Ideas & Debate

Why the devolution conference should be about governance, not party for governors

conference

Delegates attend a session at the Devolution Conference at Kirinyaga University on March 6, 2019. PHOTO | NMG

The immediately salacious headline about the 6th Devolution Conference being held in Kirinyaga County spoke to 150,000 condoms being made available for free to 6,000 delegates.

Our famed songster Suzanna Owiyo quickly did some further math, and on Twitter calculated, on a 50 per cent male-female ratio, 12 condoms for every man every day. Which was just about right. I thought this was supposed to be a serious meeting.

When a TV crew was then robbed of roughly Sh 500,000 in equipment, my eyebrows were raised. No surprises, then, that the formal opening of the conference happened as late as tea time on Tuesday.

CONSTRAINTS

President Uhuru Kenyatta’s off-the-cuff remarks at the conference opening were quite telling, speaking unequivocally to the corrupt and the resource constraints that are the unsurprising result of his own government’s mega-investment and borrowing spree. There is clear political will, but technique matters just as much.

The actual “Big 4” focused conference programme seemed unusually overloaded.

A main programme supplemented by sub-programmes around five themes: trade and manufacturing, universal health care, food security, affordable housing, and (think large dams) water and sanitation.

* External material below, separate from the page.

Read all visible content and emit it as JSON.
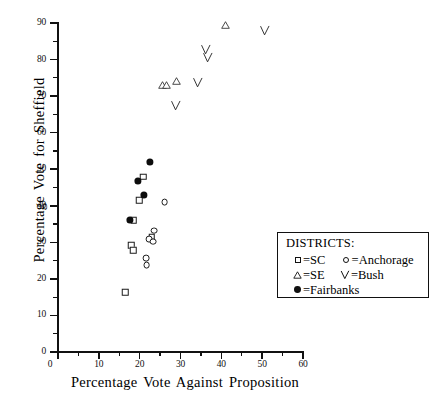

As Council of Governors chairman Wycliffe Oparanya openly wondered, what’s the role of counties in the “Big Four” outside of a formal policy framework?

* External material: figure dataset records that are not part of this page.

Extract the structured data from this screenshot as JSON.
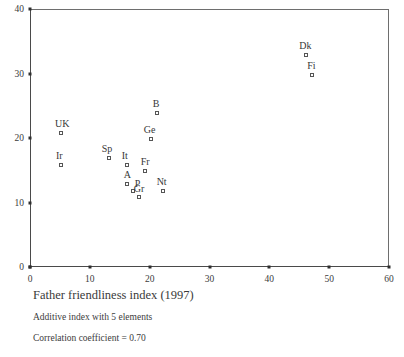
{
  "chart_data": {
    "type": "scatter",
    "title": "Father friendliness index (1997)",
    "subtitle": "Additive index with 5 elements",
    "annotation": "Correlation coefficient = 0.70",
    "xlabel": "",
    "ylabel": "",
    "xlim": [
      0,
      60
    ],
    "ylim": [
      0,
      40
    ],
    "xticks": [
      0,
      10,
      20,
      30,
      40,
      50,
      60
    ],
    "yticks": [
      0,
      10,
      20,
      30,
      40
    ],
    "xtick_labels": [
      "0",
      "10",
      "20",
      "30",
      "40",
      "50",
      "60"
    ],
    "ytick_labels": [
      "0",
      "10",
      "20",
      "30",
      "40"
    ],
    "grid": false,
    "legend": "none",
    "marker_style": "open-square",
    "points": [
      {
        "label": "UK",
        "x": 5,
        "y": 21,
        "label_dx": -5,
        "label_dy": -13
      },
      {
        "label": "Ir",
        "x": 5,
        "y": 16,
        "label_dx": -4,
        "label_dy": -13
      },
      {
        "label": "Sp",
        "x": 13,
        "y": 17,
        "label_dx": -6,
        "label_dy": -13
      },
      {
        "label": "It",
        "x": 16,
        "y": 16,
        "label_dx": -4,
        "label_dy": -13
      },
      {
        "label": "A",
        "x": 16,
        "y": 13,
        "label_dx": -2,
        "label_dy": -13
      },
      {
        "label": "P",
        "x": 17,
        "y": 12,
        "label_dx": 3,
        "label_dy": -11
      },
      {
        "label": "Gr",
        "x": 18,
        "y": 11,
        "label_dx": -4,
        "label_dy": -12
      },
      {
        "label": "Fr",
        "x": 19,
        "y": 15,
        "label_dx": -3,
        "label_dy": -13
      },
      {
        "label": "Ge",
        "x": 20,
        "y": 20,
        "label_dx": -6,
        "label_dy": -13
      },
      {
        "label": "B",
        "x": 21,
        "y": 24,
        "label_dx": -3,
        "label_dy": -13
      },
      {
        "label": "Nt",
        "x": 22,
        "y": 12,
        "label_dx": -5,
        "label_dy": -13
      },
      {
        "label": "Dk",
        "x": 46,
        "y": 33,
        "label_dx": -6,
        "label_dy": -13
      },
      {
        "label": "Fi",
        "x": 47,
        "y": 30,
        "label_dx": -4,
        "label_dy": -13
      }
    ]
  },
  "colors": {
    "axis": "#4a4a4a",
    "frame": "#6e6e6e",
    "marker_edge": "#555555",
    "marker_fill": "#ffffff",
    "text": "#3a3a3a",
    "background": "#ffffff"
  }
}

This could have been so much simpler. A 6,000-delegate conference could have dealt with three simple questions appropriate to the times of the day. First, how to grow local economies. Not as individual counties, but maybe as regional economic blocs.

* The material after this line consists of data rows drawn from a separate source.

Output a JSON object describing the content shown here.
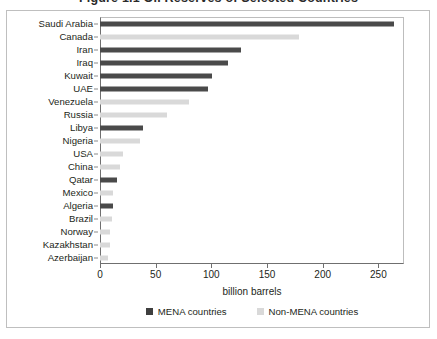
{
  "figure": {
    "title_clipped": "Figure 1.1  Oil Reserves of Selected Countries",
    "axis_title": "billion barrels"
  },
  "legend": {
    "items": [
      {
        "label": "MENA countries",
        "color": "#3f3f3f",
        "key": "mena"
      },
      {
        "label": "Non-MENA countries",
        "color": "#d9d9d9",
        "key": "non"
      }
    ]
  },
  "chart_data": {
    "type": "bar",
    "orientation": "horizontal",
    "title": "Figure 1.1  Oil Reserves of Selected Countries",
    "xlabel": "billion barrels",
    "ylabel": "",
    "xlim": [
      0,
      273
    ],
    "xticks": [
      0,
      50,
      100,
      150,
      200,
      250
    ],
    "grid": false,
    "legend_position": "bottom",
    "categories": [
      "Saudi Arabia",
      "Canada",
      "Iran",
      "Iraq",
      "Kuwait",
      "UAE",
      "Venezuela",
      "Russia",
      "Libya",
      "Nigeria",
      "USA",
      "China",
      "Qatar",
      "Mexico",
      "Algeria",
      "Brazil",
      "Norway",
      "Kazakhstan",
      "Azerbaijan"
    ],
    "values": [
      264,
      179,
      127,
      115,
      101,
      97,
      80,
      60,
      39,
      36,
      21,
      18,
      15,
      12,
      12,
      11,
      9,
      9,
      7
    ],
    "groups": [
      "mena",
      "non",
      "mena",
      "mena",
      "mena",
      "mena",
      "non",
      "non",
      "mena",
      "non",
      "non",
      "non",
      "mena",
      "non",
      "mena",
      "non",
      "non",
      "non",
      "non"
    ]
  }
}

Better still, how to create competitive industry clusters. Mostly, in a way that addresses basic household rights beyond the Big 4 — food, basic rights (education, health, shelter, security et al), income opportunities and access to assets — towards participatory governance (between elections) and safety, security and access to justice (think, rule of law).

Our Constitution created two great things; devolution to address geographical inequality, and a rights and freedoms charter to address our other inequalities.

Here’s a further thought.

If there’s no own source revenue (OSR), or local revenue, without a local economy, then shouldn’t devolved agriculture, trade and industry be priority sectors in counties in this second devolution wave?

Let’s call this the “re-imagining our economy” challenge.

Second, sorting out the fiscus. Any governor who claims to have presented a County Fiscal Strategy Paper (CFSP – deadline February 28) to his County Assembly that respects the legal-regulatory implied 35-35-30 ratio between payroll, operations and maintenance (O&M - service delivery) and development would be a fiscal hero (or is conning the people).

This cannot happen with uncontrolled and nepotistic employment, tenderpreneur-driven O&M and misguided Member of County Assembly (MCA) pet projects. Beyond the showbiz of these conferences, official comfort apparently exists with 70:30 payroll/service delivery ratios when all development is nationally sourced through conditional grants. Costed norms for service delivery are conspicuously absent.

Think about this as the “re-thinking our county government” challenge.

NATIONAL DISGRACE

Of course, local government doesn’t exist without national government. It is a national disgrace that the national ministries of agriculture, health and housing command budgets far in excess of the entire county equivalent when these are devolved functions. Big 4, anyone?

Thinking more broadly, shouldn’t the Devolution Conference be an opportunity to downsize national government? Not just bloated ministries, but parastatals and regional development authorities. Or the new-fangled provincial administration now known as county administration.

Dam scandals are not our only deadweight loss, over-institutionalisation probably costs us much more. Maybe we should call this our “re-calibrating our theory of government” challenge. What if we got our regional economic blocs to think through basic concepts like industry clusters, comparative and competitive advantage?

BALANCED BUDGETS

What if we got our counties to think more rationally about balanced budgets based on that 35:35:30 ratio? A staff complement (payroll) that’s fit for purpose. Service delivery that offers value for money. Development as real investment, including backlogs.

That’s probably what a good county government would look like. Which is why it’s probably time to view the Annual Devolution Conference as a statement of good governance, rather than a jolly jamboree for governors.

Last year, I wrote about Level Zero to Six Governors. Let’s find Level Six this time, without the endless speeches.